Netanyahu refused to hold a serious discussion on any of the core issues apart from security, Abbas reportedly told diplomats… Israeli and foreign sources say the main problem is that Netanyahu refuses to present fundamental positions or discuss the borders of the Palestinian state. “I heard nothing from Netanyahu but niceties,” Abbas reportedly told foreign diplomats.
IOA Editor: No surprise here: this is the man who was caught on tape saying “at that moment I actually stopped the Oslo accord.”
Obama offered to support the presence of IDF soldiers in the Jordan Valley even after the establishment of a Palestinian state, if Israel would agree to a two month settlement building freeze, in a letter to Prime Minister Netanyahu.
Other commitments: no more building freeze extensions, veto any anti-Israel UN Security Council resolution in the next year, future fate of the settlements be dealt with only as part of a final status agreement with the Palestinians.
The demand to suspend settlement building is no excuse [to torpedo direct talks] – it’s as legitimate a position as the Palestinians can have. Why should they relinquish a condition that has the support of the entire world, with the sole exception of Israel?

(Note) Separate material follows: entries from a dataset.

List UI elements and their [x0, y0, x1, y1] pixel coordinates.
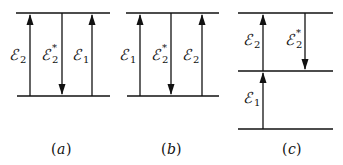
label-sub: 1 [130, 54, 136, 65]
diagram-a: ℰ 2 ℰ 2 * ℰ 1 ( a ) [9, 13, 110, 157]
arrowhead-icon [27, 14, 34, 25]
caption-paren: ) [66, 141, 71, 157]
label-e: ℰ [243, 89, 254, 107]
label-sub: 2 [193, 54, 199, 65]
label-e: ℰ [285, 31, 296, 49]
energy-level-diagrams: ℰ 2 ℰ 2 * ℰ 1 ( a ) ℰ 1 ℰ 2 * ℰ 2 ( b ) [0, 0, 343, 165]
label-sub: 1 [254, 97, 260, 108]
label-e: ℰ [151, 46, 162, 64]
caption-b: b [167, 141, 176, 157]
diagram-c: ℰ 2 ℰ 2 * ℰ 1 ( c ) [238, 13, 333, 157]
label-e: ℰ [9, 46, 20, 64]
label-e: ℰ [119, 46, 130, 64]
label-sub: 2 [296, 39, 302, 50]
caption-paren: ) [176, 141, 181, 157]
label-sub: 2 [20, 54, 26, 65]
caption-paren: ) [296, 141, 301, 157]
label-sup: * [296, 27, 301, 38]
label-e: ℰ [72, 46, 83, 64]
caption-a: a [57, 141, 65, 157]
caption-c: c [288, 141, 296, 157]
label-e: ℰ [182, 46, 193, 64]
label-e: ℰ [41, 46, 52, 64]
label-sub: 2 [162, 54, 168, 65]
arrowhead-icon [260, 14, 267, 25]
label-e: ℰ [243, 31, 254, 49]
arrowhead-icon [137, 14, 144, 25]
label-sup: * [52, 42, 57, 53]
arrowhead-icon [89, 14, 96, 25]
caption-paren: ( [51, 141, 56, 157]
label-sub: 1 [83, 54, 89, 65]
caption-paren: ( [282, 141, 287, 157]
diagram-b: ℰ 1 ℰ 2 * ℰ 2 ( b ) [119, 13, 219, 157]
label-sup: * [162, 42, 167, 53]
arrowhead-icon [302, 59, 309, 70]
arrowhead-icon [59, 84, 66, 95]
arrowhead-icon [199, 14, 206, 25]
arrowhead-icon [260, 72, 267, 83]
caption-paren: ( [161, 141, 166, 157]
label-sub: 2 [52, 54, 58, 65]
label-sub: 2 [254, 39, 260, 50]
arrowhead-icon [168, 84, 175, 95]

IOA Editor: Eldar is correct in pointing to the reasonableness of the Palestinian position on the settlement freeze. And his focus on Israeli Foreign Minister Lieberman is understandable, even if not entirely logical – Netanyahu, at whose pleasure Lieberman serves, is not terribly different. Most importantly, based on past performance, Eldar’s pointing to Livni as a replacement for Lieberman misses the mark entirely: During Israel’s attack on Gaza, Livni was a leading participant in Israel’s crimes, indistinguishable from the rest. It is doubtful that Livni would move Netanyahu towards a viable peace agreement, as Eldar wishes, because there’s nothing to support the suggestion that either Netanyahu or Livni would be willing “to evacuate most [settlements] permanently.”

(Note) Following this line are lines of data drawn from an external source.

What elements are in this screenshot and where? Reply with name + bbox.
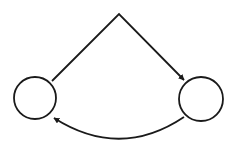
top-edge-line [52, 14, 184, 81]
diagram-canvas [0, 0, 236, 156]
left-node [14, 77, 56, 119]
edge-top [52, 14, 184, 81]
right-node [179, 77, 223, 121]
bottom-edge-curve [54, 117, 184, 139]
edge-bottom [54, 117, 184, 139]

Abbas: “The negotiations will continue as long as the settlement (construction) remains frozen, but I am not prepared to negotiate an agreement for a single day more.”
Israel reiterated its refusal to to extend curbs on settlement building that expire this month, despite US pressure and Palestinian threats to walk out of peace talks. “The prime minister has not changed his position on this issue, there is no question of extending the moratorium,” a senior government official told AFP.

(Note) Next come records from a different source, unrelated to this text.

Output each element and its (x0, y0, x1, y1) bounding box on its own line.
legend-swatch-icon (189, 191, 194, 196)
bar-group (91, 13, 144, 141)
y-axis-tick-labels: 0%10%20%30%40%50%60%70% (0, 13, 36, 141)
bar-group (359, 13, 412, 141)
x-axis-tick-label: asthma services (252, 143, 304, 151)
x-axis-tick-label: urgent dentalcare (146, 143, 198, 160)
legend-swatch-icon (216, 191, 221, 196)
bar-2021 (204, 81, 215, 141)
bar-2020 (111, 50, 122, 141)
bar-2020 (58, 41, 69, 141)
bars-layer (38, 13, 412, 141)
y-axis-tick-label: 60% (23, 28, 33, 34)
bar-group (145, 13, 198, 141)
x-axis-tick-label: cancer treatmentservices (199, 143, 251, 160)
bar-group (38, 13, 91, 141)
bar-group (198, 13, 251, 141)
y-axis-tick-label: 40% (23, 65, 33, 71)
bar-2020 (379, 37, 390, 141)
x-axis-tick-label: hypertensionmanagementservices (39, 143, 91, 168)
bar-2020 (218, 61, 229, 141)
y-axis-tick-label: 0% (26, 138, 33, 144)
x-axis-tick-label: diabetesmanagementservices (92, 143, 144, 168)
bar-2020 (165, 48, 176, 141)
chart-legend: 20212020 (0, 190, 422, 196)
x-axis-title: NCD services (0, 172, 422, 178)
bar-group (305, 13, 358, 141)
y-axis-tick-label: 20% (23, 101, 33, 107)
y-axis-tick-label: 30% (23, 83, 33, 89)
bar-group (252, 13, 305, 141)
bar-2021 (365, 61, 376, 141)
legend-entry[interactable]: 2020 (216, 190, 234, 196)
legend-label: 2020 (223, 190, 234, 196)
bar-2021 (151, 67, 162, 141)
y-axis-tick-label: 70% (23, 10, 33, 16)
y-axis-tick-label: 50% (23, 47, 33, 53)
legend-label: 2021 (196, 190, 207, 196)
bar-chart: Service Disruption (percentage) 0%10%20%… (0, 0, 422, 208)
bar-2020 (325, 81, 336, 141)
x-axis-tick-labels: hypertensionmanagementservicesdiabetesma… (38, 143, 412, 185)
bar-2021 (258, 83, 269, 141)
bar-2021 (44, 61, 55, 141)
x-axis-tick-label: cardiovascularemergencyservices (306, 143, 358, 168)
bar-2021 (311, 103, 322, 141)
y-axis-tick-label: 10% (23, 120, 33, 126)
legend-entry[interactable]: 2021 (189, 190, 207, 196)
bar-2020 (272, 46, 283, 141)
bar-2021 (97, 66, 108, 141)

IOA Editor: The use of the term “US pressure” is worthy of a reality check. The US has just concluded an arms deal in which it gave Israel, $2.75 billion worth of F-35 fighter jets. In view of Israel’s insistence on continued settlement construction, the US could have put that deal, or other military aid, on hold. Not doing so renders such reported “pressure” meaningless. This is part of a continuing Israeli-American game of appearances: a colonization process masquerading as a peace process.
Israel does not want to recognize the Palestinian minority within its borders because it seeks to continue to grant privileges to Israeli Jews and to Diaspora Jews, at the expense of the cheap labor, land and water of its Palestinian citizens.